The enterprise moment that exposes the gap is mundane. An LLM-driven agent is granted the right to provision cloud resources, query a customer record, and message a peer agent in another team. The security team writes an allow-list. Nobody writes down what the agent is obliged to do after the act: who gets notified, what gets logged, which retention policy applies, which rule wins when the privacy rule and the uptime rule collide. Production policy engines in IAM and governance have no clean way to express that half of the question, and the agents go live anyway.
That gap is the subject of a new preprint on deontic policies for agentic AI. The paper, "Deontic Policies for Runtime Governance of Agentic AI Systems," introduces a framework called AgenticRei that is built on the long-standing Rei deontic policy language, expressed in OWL, and evaluated by a logic engine that runs outside the LLM entirely. The authors' central claim is structural. Governance for agents cannot be a wrapper around the model. It has to be a deterministic evaluator on the critical path of every tool call and every agent-to-agent message.
The vocabulary matters. A deontic policy, in plain English, is a rule about what is permitted, what is prohibited, what is obliged, and when an obligation can be waived. The production policy engines most enterprises actually run, XACML, Rego, and Cedar, cover only the first two. They can answer "may this agent do X?" but not "if this agent does X, what must happen next?" That second question is exactly the one a CISO will ask after the fact, and the one a vendor demo tends to skip.
The paper lists four governance requirements the current stack does not meet: specifying permitted and prohibited actions, post-action obligations (a CISO notification, a log entry, a downstream human review), waiver conditions for standing obligations, and conflict resolution when two policies clash. AgenticRei is the authors' attempt to express all four in a single pipeline, written in OWL so the rules can be reasoned over as a domain hierarchy rather than as flat conditions, and evaluated by a high-performance logic engine that sits between the agent and the action. The same pipeline is meant to govern both tool invocations and agent-to-agent messages, with composability for the A2A protocol the paper demonstrates.
The architectural bet is the part that matters for the agentic economy. If the policy engine is on the critical path of every transaction, whoever owns that engine holds a veto over the transaction. The same structural position made card networks, not merchants, the regulated layer in payments. The preprint does not put it that bluntly, and it does not need to. The design choice is the claim. The authors are arguing, in effect, that the governance question for agentic AI is not a model-alignment question but an infrastructure-placement question, and that the answer is a deterministic evaluator the LLM cannot bypass.
The honest caveats belong in the same paragraph as the architecture. The work is a preprint, not yet a peer-reviewed venue of record. The evaluation is by worked examples rather than large-scale benchmarks, so the expressiveness claim is real but the performance claim is illustrative. The "policy engine entirely outside the LLM" claim is an architectural bet, not an empirical result, and deontic policy languages have a long history of real adoption friction around authoring cost, reasoning performance, and ontology maintenance that the paper does not deeply address. A reader who treats the framework as production-ready on the strength of the abstract is reading past the document.
What to watch next is whether the obligations half of the vocabulary starts showing up in shipping policy engines. The XACML, Rego, and Cedar communities have been here before, and OWL-based deontic reasoning is not new. What is new is the substrate: an LLM agent that acts on tools and data and coordinates with peer agents across organizational boundaries, in production, on Tuesday. The governance question just moved from "what may the model do" to "what must happen because the model did," and the policy engines shipping today do not yet answer the second half.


Your instructions:
For this listing, the lines between the one holding "find the rectangle enclosing *man*." and the one holding "Where exactly is *house* located?", inclusive, must be set down exactly.

Dataset content:
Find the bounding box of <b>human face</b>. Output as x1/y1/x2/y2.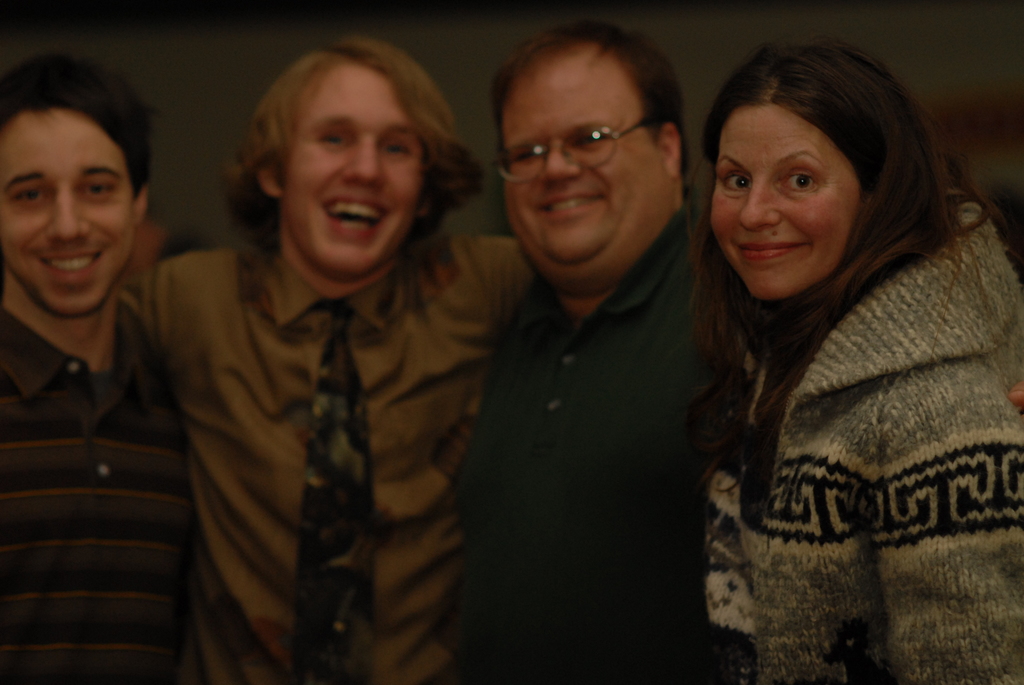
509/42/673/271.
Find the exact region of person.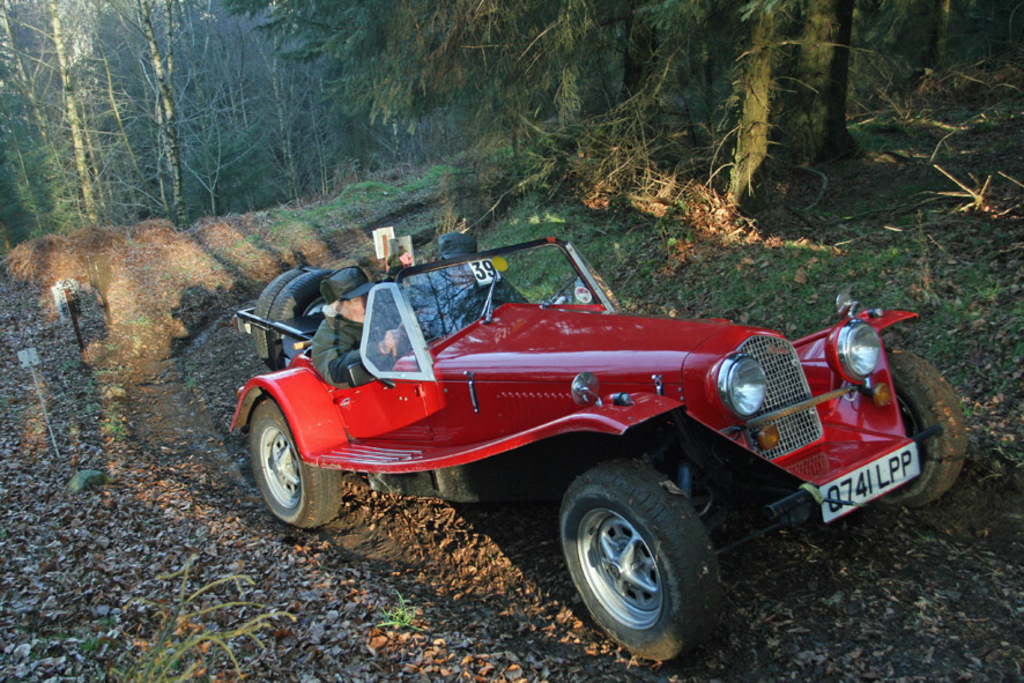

* * *

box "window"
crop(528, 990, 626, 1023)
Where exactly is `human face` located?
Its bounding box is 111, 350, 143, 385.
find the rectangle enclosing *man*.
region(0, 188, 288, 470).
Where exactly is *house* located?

Written response:
find the rectangle enclosing *man*.
region(0, 188, 288, 470).
Where exactly is *house* located?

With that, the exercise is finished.